GOLF.com: The Inspiring Story Behind a 295-Over Par College Golf Score
From Volleyball Court to Golf Course in a Matter of Weeks
Reinhardt University's women's golf team needed four players to compete as a team, but only had three. Head coach Evans Nichols reached out to other athletic programs — and volleyball player Jenna Smith answered the call.
Smith had played just nine holes of golf before, reportedly shooting around 200. Her teammate Maja Brodzinska had barely any more experience. The weeks before the Appalachian Athletic Conference tournament played out like a crash course in a subject neither had studied — clubs, tees, and swing mechanics all had to be absorbed at speed.
295-Over Par, Three Rounds, No Quit
At Governors Towne Club in northern Georgia, Smith finished the NAIA conference event with a 511 total — 295-over par. Single-hole scores reached into the teens and twenties. But she finished every round.
More importantly, she improved each day: 184 in round one, 167 in round two, 160 in round three. The hole that tortured her most — the 4th — went from 21 strokes on day one to 11, then down to 7 on the final day. That trajectory matters.
The Mindset Behind the Numbers
After ditching her driver after the first hole (it kept going right, and no one could explain why), Smith completed three rounds with just a putter, wedge, 7-iron, and 4-hybrid. She turned the event into a personal competition: beat your own number tomorrow.
"Your score is not who you are," she told her golf teammates afterward — a message she also delivers to her volleyball teammates after tough losses.
Strokeslab Perspective
While there's no Strokes Gained data to analyze here, Smith's instinct to track personal improvement hole-by-hole mirrors the core philosophy of SG thinking: measure what changed, not just what happened. Her story is a reminder that the growth mindset — not the scorecard — is what drives long-term improvement in golf.
Tracking personal improvement round-by-round is exactly what SG-based thinking teaches — the 295-over score matters far less than the fact that she kept shaving strokes every single day.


• ACTIVITY
Check each line of the material for the string "their", and copy the lines that have it.

• MATERIAL FOR THIS TASK
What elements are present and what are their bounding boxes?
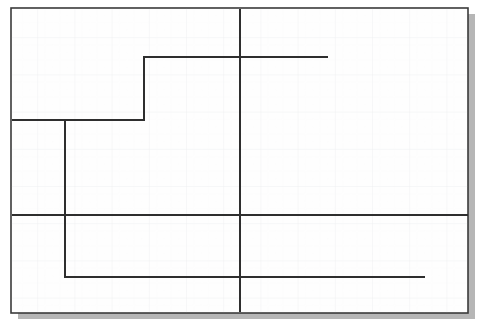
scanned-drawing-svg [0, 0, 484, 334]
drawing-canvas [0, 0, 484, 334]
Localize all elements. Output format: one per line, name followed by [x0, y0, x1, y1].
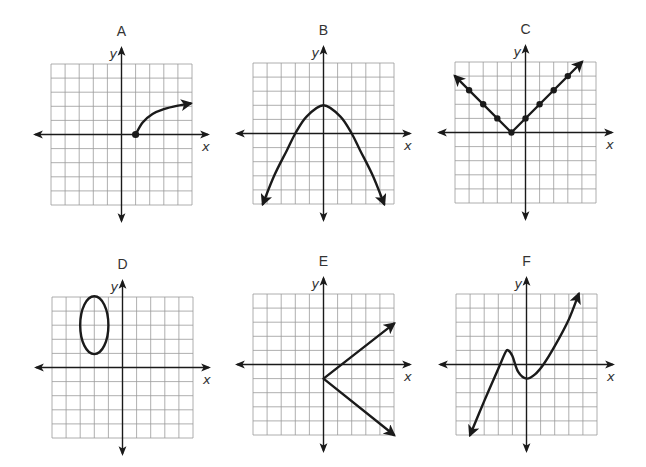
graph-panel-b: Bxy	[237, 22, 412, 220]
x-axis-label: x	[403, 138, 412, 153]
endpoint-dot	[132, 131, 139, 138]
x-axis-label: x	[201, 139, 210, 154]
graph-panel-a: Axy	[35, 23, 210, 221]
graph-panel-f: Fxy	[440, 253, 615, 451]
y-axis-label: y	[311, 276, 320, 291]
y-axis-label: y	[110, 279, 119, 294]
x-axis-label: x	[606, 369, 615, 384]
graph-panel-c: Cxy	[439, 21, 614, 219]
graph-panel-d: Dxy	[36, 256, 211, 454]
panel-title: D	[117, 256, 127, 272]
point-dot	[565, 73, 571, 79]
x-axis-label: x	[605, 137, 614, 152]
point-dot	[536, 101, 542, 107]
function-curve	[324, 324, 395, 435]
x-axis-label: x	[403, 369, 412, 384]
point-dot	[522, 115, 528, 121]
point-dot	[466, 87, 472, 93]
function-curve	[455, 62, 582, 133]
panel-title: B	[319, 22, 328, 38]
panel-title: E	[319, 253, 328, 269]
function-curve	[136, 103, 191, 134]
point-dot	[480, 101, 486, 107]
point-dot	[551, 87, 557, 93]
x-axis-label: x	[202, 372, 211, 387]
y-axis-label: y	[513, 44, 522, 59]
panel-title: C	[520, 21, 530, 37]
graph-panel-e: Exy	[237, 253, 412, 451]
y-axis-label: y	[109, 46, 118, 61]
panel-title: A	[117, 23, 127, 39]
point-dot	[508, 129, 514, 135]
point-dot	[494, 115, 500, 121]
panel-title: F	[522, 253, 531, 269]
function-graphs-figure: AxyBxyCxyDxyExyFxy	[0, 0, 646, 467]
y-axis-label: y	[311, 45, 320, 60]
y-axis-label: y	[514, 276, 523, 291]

==

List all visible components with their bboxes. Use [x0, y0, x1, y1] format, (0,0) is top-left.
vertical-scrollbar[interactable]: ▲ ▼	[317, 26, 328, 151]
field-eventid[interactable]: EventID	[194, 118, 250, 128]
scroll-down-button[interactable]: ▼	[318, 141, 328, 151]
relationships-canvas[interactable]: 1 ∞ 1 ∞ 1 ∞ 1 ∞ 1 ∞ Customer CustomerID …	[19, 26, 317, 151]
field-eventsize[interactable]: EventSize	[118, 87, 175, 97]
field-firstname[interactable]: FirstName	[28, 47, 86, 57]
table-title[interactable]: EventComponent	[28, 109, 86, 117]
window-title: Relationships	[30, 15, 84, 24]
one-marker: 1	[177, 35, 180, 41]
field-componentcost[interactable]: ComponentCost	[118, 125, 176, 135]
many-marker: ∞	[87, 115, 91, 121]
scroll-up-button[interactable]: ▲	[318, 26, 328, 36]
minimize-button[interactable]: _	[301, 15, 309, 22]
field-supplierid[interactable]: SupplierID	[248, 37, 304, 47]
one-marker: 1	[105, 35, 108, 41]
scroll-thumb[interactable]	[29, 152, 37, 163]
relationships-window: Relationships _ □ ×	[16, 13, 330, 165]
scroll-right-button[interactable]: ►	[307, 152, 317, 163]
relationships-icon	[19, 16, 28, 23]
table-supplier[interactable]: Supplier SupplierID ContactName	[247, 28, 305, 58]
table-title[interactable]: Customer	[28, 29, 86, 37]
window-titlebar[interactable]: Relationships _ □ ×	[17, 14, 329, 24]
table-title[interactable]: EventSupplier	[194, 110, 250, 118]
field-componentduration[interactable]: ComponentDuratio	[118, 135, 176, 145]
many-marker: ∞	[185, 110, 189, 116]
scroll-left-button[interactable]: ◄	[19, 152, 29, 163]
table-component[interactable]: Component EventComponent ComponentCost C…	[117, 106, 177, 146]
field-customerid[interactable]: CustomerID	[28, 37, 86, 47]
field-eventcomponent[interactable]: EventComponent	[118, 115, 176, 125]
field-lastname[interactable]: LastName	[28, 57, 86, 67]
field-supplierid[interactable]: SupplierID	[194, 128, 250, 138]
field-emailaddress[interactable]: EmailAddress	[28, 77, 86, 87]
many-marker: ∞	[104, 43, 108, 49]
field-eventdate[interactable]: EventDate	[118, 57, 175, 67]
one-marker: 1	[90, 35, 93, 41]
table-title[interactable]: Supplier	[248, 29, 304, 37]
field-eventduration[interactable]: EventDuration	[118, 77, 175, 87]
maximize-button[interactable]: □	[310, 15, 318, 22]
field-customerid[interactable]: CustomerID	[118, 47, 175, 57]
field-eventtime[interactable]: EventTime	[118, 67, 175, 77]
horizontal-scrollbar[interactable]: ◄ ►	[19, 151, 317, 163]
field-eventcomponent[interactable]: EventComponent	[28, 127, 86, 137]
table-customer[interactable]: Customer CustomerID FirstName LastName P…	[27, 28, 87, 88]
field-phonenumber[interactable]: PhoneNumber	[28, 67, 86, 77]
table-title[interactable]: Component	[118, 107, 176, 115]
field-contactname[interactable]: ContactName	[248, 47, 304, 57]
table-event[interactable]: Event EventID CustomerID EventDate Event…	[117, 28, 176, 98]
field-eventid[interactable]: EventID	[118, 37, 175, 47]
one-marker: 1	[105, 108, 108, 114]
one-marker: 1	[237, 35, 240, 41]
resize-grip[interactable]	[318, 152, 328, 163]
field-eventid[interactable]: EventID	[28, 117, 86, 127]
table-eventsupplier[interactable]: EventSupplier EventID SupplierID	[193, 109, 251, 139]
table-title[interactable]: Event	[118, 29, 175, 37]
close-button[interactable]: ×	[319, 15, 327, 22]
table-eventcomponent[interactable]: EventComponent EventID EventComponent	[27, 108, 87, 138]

• SOLUTION TO THIS TASK
What elements are present and what are their bounding boxes?
List all visible components with their bboxes. Use [x0, y0, x1, y1] format, (0,0) is top-left.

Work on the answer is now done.